ANNA BUTKOVSKY-HEWITT DANCING WITH GURDJIEFF IN ST PETERSBURG AND PARIS

In 1922 Gurdjieff arrived in Paris with several of his pupils (after spending some time in Constantinople), and as he now re-established his group here I rejoined it and left my fashionable salon.

While I was with this group we used to spend every morning in the large dance studio where Jacques Dalcroze held his school. We would watch some of these exercises and dances, and I remember one interesting interpretation by his pupils of a Bach fugue in four voices. The first, following the leading voice, would be clad in a flaming-red dress, another voice was in deep green, a third in indigo blue and the fourth in light pink, all dancing to the piano-rendering of the fugue.

Gurdjieff arranged with Dalcroze that his pupils should have the use of the hall from ten till one every morning, including Sundays. We kept our practice clothes in a large room filled with cupboards. They were loose white tunics with thick, red-cord piping and tassels, and very large baggy trousers in the Turkish or Oriental style. When we were ready we entered the hall and formed ourselves into six rows of eight pupils, with about three yards between each of us.

Gurdjieff explained to us about the differences in character between dancers, each of whom as it were ‘printed’ his individuality on his own movements. The predominant centre (of the three centres), he said, showed itself in the expression of these movements.

 

One that I particularly recall was a very difficult pose which ended in a reclining position of the body like Canova’s statue of Pauline Borghese. The movement was to swing swiftly from a standing position into this reclining one—very hard to achieve. But we were all trying it and repeating it together, and in watching the movements of the others we found we helped ourselves. This gliding, sliding and ‘falling’ on the floor in a single movement was never successfully achieved by some of the pupils who were always frightened of the risk of falling and hurting themselves, and so could never do it.

 

Another exercise I remember was to dance like a faun holding grapes in his hands, one hand held higher than the other. One girl, I remember, used to try to make all these movements ‘pretty’ or ‘graceful,’ but this was not at all what they were meant to attain; it was meant to be achieved by interior control. And I have a vivid picture in my memory of a young man who tried to hop right round the hall on his own, who was brought up short by a loud shout and told to sit and watch how the others were doing it—like a sheep brought to order by a dog and re-established in the flock.

 

Gurdjieff formulated the dance-patterns or designs and imparted them to Mr Mironoff, whom we knew as our starosta or foreman. It was he who, following Gurdjieff’s instructions and sometimes his demonstrations, acted as our teacher, having been through them with Gurdjieff beforehand. He helped us back at the house where we were living in Auteuil, and here during the rest of the day we used to practice privately.

 

Gurdjieff was very anxious to get us on the stage at the Théâtre du Champs-Élysées, but first he insisted on perfection. He himself, he told us one day, had learned the way of the dancing dervishes of the East in one of their monasteries, and some of this went into what he passed on to us. Every movement was a tremendous effort to achieve certain qualities, to surmount the physical obstacles and to develop the will-power. Such a way of dancing was certainly very new.

 

It used to exhaust us completely, but still we had to go on—to endure and overcome it. And in a way we were living as if in a monastery ourselves. We were given our keep and meals, but had no money of our own. We were each given fifty centimes a day, which was the cost of the tram fare from our house to the Dalcroze Institute and back. And there were certain duties we all had to perform in the household.

 

In the evenings we all gathered together for discussions with Gurdjieff. Sometimes he talked to us, sometimes he listened while two of the pupils discussed problems or aspects of the dances. Then afterwards we all joined in and asked questions.

 

Eventually, after we had been living in this way for quite a long time, some of the best pupils were selected to form a final group, and after further rigorous practice these gave public performances both in Paris and New York.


Copy every line below that has the word "name" in it.

-- Entries provided follows --

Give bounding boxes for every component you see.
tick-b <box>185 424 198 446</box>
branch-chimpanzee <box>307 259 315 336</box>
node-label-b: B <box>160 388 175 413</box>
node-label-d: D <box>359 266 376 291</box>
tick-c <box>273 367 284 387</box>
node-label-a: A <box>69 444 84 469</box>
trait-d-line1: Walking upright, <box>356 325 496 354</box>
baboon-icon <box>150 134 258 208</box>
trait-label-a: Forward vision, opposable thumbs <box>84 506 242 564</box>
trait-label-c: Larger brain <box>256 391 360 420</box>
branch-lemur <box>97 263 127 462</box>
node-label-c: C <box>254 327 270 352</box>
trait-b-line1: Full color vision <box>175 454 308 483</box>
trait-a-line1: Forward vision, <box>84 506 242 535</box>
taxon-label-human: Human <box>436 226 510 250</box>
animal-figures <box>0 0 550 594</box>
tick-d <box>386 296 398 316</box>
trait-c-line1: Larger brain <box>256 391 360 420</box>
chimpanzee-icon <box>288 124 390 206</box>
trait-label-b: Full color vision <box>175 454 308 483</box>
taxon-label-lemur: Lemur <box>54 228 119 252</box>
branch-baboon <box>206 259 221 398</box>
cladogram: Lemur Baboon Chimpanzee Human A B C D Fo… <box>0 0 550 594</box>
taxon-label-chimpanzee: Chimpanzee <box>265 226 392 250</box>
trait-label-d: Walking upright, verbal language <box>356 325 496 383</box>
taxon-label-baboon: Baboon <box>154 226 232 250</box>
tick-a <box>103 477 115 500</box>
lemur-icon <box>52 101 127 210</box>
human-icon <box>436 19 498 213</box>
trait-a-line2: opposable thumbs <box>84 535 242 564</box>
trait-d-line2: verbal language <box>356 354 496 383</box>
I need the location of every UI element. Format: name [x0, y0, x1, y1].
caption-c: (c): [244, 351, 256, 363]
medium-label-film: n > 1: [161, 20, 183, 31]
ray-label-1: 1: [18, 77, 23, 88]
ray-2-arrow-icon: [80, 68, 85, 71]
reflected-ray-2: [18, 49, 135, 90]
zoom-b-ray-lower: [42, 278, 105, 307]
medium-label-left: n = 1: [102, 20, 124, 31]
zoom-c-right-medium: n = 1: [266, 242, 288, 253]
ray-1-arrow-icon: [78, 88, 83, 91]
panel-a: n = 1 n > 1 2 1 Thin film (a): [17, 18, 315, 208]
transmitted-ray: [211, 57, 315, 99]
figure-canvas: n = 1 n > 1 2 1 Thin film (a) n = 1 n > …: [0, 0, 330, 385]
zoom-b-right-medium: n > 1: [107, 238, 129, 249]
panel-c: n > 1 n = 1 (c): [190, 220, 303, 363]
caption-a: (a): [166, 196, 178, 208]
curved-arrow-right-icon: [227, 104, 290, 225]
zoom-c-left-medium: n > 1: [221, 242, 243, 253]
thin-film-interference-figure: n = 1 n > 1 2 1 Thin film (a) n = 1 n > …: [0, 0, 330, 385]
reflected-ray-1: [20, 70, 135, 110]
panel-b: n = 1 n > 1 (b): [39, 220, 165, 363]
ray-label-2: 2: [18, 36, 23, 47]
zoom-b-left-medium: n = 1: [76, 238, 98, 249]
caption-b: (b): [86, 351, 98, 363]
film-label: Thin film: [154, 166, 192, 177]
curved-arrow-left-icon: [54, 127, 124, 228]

-- Entries provided concluded --
-- Entries provided follows --

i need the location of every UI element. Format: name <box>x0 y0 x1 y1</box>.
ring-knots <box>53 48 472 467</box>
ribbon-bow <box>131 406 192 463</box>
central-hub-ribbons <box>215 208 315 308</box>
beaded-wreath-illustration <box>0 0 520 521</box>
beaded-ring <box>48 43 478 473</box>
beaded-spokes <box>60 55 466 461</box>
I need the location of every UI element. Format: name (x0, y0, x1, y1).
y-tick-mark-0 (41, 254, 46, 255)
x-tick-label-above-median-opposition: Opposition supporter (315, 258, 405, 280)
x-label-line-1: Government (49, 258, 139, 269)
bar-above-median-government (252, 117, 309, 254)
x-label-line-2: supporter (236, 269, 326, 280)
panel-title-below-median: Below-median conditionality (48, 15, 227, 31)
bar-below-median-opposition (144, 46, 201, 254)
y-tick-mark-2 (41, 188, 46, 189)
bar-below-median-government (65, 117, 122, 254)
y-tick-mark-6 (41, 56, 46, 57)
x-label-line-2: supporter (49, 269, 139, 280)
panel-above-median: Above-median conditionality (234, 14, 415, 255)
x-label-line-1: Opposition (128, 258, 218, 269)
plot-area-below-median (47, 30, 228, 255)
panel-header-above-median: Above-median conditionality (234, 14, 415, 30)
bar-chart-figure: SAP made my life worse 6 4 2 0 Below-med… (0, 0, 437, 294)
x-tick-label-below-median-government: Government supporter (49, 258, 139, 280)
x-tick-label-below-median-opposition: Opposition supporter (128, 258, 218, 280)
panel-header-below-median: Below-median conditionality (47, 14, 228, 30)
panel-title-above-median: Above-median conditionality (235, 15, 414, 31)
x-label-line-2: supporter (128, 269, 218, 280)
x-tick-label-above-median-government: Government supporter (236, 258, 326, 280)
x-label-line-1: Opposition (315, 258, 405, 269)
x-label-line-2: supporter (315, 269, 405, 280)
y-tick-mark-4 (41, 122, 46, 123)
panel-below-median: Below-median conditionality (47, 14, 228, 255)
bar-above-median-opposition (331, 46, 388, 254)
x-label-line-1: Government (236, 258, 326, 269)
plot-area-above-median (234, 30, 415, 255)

-- Entries provided concluded --

**Your solution**
I need the location of every UI element. Format: name [x0, y0, x1, y1].
i need the location of every UI element. Format: name <box>x0 y0 x1 y1</box>.
I need the location of every UI element. Format: name (x0, y0, x1, y1).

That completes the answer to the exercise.